Eventually, our metal chairs were set aside for the new aluminum folding chairs. Much lighter and easier to move around. The seat and backs were made from a nylon webbing and came in various gawd-awful colors, like aqua green and sea foam blue and pastel yellow. Colors reminiscent of painted house colors at the beach. And if a family took a notion, they could pack about a dozen of these aluminum folding chairs inside the boot of a Buick and head off to Panama City Beach.

We never thought of them as beach chairs, but they made the trip on several occasions. To me they were merely lawn chairs that served a dual purpose one week out the year.

One of the challenges with the aluminum chairs was that they could become airborne in a strong wind. The old metal chairs never moved. They withstood gale force winds and lawn mower collisions on a regular basis.

We hadn’t had the new chairs long when a good thunderstorm came along. One of the chairs ended up in the middle of our fig bush. Another got tangled up in the barbed wire fence. One was demolished by a limb that broke out of the pecan tree.

After that, every time we wanted to sit out in the backyard, we had to drag the folding chairs from a corner on the den porch, then put them all back when we were done. They’d be covered in spider webs and mud-dauber nests.

It wasn’t long and the webbing began to dry rot. An average size bottom would go right through the seat and leave a body in a compromising position.

Eventually, our den porch became like a lawn chair cemetery. Piles of discarded aluminum chairs that nobody wanted to fix. After Dad passed away and we were cleaning out the remnants of our life at that house, there was still one or two old aluminum frames hanging on a nail under the shed next to the smokehouse.

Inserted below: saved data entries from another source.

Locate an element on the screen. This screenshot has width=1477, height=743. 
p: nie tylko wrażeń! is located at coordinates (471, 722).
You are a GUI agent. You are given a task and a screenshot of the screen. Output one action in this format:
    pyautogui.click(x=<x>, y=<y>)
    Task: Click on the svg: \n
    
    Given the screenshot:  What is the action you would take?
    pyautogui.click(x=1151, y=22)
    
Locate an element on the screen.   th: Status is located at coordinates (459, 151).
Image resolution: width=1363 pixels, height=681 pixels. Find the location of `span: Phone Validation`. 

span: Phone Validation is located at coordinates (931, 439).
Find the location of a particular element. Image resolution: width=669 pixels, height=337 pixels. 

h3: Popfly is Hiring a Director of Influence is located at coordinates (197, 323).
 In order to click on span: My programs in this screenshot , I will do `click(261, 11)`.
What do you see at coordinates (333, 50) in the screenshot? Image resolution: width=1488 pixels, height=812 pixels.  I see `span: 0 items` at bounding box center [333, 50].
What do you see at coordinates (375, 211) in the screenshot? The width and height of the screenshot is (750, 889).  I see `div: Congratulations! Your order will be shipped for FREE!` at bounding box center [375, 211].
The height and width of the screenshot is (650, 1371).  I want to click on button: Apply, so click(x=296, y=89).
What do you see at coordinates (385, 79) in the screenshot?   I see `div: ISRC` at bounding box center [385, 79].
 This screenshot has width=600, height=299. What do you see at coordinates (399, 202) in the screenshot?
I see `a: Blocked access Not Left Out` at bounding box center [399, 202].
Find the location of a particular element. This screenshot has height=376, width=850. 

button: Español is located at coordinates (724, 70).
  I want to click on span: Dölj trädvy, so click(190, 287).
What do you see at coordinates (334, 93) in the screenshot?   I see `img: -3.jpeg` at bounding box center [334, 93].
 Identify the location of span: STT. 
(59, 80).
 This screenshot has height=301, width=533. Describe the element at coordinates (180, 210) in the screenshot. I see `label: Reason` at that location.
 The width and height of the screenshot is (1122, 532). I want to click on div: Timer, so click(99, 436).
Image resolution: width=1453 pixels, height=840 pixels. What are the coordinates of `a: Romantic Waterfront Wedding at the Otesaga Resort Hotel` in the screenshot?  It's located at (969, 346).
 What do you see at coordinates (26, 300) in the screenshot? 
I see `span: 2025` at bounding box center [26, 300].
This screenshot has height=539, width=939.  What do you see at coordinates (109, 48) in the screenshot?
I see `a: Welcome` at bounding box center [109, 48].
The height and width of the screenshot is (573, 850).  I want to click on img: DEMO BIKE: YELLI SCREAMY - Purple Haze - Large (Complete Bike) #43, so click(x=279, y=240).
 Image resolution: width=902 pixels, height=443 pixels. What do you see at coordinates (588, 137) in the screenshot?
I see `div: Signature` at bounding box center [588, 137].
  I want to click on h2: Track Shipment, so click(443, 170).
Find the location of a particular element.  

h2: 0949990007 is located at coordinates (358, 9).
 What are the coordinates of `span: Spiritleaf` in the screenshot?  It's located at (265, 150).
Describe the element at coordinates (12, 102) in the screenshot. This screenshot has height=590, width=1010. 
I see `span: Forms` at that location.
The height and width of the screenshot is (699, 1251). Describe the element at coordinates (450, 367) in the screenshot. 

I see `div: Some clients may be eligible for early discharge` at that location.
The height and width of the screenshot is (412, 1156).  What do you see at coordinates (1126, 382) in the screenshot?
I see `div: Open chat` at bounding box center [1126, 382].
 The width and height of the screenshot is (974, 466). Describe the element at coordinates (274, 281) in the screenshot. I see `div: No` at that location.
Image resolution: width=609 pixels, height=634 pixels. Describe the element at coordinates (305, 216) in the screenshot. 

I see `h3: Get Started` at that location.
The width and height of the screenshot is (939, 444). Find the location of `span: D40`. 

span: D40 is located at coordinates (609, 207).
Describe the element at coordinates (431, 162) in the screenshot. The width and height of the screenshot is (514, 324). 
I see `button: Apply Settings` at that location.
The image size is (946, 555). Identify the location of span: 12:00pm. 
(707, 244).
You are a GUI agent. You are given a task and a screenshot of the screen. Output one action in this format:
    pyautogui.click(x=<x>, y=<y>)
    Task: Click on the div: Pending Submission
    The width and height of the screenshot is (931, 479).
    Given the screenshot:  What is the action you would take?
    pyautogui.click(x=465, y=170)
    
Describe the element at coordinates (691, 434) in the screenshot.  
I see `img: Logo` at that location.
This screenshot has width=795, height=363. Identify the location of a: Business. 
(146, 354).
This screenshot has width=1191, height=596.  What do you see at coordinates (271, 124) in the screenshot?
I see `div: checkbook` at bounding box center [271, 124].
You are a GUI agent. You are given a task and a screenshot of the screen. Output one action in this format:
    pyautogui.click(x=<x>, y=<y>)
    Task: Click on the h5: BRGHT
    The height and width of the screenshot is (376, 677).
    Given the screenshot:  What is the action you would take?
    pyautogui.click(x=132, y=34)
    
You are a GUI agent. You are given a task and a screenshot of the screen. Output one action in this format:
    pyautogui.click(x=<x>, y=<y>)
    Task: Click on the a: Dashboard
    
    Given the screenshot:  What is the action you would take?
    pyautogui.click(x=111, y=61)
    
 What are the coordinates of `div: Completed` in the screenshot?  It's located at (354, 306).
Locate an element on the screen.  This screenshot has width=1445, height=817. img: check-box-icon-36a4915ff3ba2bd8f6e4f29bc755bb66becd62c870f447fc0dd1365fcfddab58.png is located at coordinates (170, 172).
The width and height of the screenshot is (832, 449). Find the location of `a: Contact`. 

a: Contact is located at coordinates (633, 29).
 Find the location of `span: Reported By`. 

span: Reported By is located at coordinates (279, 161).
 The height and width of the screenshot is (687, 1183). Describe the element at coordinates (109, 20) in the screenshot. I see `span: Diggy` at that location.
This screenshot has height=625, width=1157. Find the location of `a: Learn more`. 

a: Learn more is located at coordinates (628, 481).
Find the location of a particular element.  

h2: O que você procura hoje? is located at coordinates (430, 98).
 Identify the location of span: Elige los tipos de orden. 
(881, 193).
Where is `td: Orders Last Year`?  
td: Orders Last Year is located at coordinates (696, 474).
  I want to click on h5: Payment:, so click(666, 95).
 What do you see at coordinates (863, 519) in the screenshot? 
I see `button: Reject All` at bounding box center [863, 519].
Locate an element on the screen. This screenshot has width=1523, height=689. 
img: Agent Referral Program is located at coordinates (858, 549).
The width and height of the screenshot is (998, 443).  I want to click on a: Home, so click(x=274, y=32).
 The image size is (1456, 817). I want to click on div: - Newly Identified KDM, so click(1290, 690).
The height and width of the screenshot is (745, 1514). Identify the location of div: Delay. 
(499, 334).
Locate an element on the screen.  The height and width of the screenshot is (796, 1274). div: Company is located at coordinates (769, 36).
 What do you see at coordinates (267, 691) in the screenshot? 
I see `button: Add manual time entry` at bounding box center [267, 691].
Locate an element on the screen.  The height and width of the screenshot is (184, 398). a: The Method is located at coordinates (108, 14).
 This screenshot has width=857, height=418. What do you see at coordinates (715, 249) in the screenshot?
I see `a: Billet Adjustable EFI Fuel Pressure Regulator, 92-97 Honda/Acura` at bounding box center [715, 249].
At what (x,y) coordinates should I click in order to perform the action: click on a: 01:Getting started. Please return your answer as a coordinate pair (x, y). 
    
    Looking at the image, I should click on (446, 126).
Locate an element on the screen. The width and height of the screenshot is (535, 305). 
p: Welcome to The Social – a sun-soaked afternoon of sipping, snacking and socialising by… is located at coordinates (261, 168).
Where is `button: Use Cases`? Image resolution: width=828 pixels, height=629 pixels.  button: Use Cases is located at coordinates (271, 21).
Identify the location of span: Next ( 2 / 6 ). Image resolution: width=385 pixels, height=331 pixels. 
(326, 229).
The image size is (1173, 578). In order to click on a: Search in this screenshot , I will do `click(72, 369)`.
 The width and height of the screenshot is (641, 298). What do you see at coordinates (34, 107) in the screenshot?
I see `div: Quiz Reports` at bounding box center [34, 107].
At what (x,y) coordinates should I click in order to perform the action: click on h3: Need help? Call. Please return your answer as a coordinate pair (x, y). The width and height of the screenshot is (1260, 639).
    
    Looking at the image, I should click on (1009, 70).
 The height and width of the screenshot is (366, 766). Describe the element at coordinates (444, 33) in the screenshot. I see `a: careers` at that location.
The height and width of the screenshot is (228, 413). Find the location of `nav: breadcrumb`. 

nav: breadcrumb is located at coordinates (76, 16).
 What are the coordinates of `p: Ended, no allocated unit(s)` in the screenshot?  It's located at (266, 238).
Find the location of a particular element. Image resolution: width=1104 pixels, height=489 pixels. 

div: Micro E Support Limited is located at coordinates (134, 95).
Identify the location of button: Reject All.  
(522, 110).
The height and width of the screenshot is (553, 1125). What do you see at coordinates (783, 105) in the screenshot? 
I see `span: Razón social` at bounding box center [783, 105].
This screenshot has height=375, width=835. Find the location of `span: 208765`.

At some point, the lounge chair came along. This was a device my sister used for working on her tan. It was made of plastic tubing wound tight and pulled flat around the aluminum frame. Human skin would stick to the plastic, which made shifting positions nearly impossible. The center of gravity on this chair did not always align with my sister’s center of gravity. You get too far one direction, and you might find your feet and head in places they didn’t belong.

All of this comes back to me because I am unexpectedly sitting in a chair made to fit a man’s need, and evidently made to last for over 70 years.

My grandparents had several chairs just like this one at their house over in Social Circle. I’m pretty sure they had a two-seat glider, too. Might have been my Aunt Francis. I can’t be sure. Most any yard I knew had a set of chairs like this.

I was at a farm auction about ten years ago, and there was this metal two-seat glider sitting out in the middle of a cow pasture with a tag on it. It was a little rusty. Not bad. All the moving parts were there. Nothing missing that I could see.

It had the punch-hole pattern in the back and the seat. Shades of green shown through the dirt. Some accents in white. I sat and it glided smooth as silk. I regretted for months not buying that thing.

The only chairs I have now for sitting outside are the ones that collapse and store inside a fabric sack. No one will sit in those chairs 70 years from now. They are cheap and utterly forgettable.

I want a lawn chair with a soul. One my grandchildren will remember when they are old. A chair that, just by the touch and feel of it, stirs a flood of fond memories. I want a chair which cannot be destroyed by the relentless pressures of time, wind and lawnmowers.

And if my host doesn’t get here soon, I may just steal this one.

One thought on “Lawn Chairs

  1. Thank you for sweet memories. My grandmother’s metal lawn chairs were light green. They were made of metal and hard, however they were comfortable and sat out under “the shade tree” ready for whoever needed to sit a spell.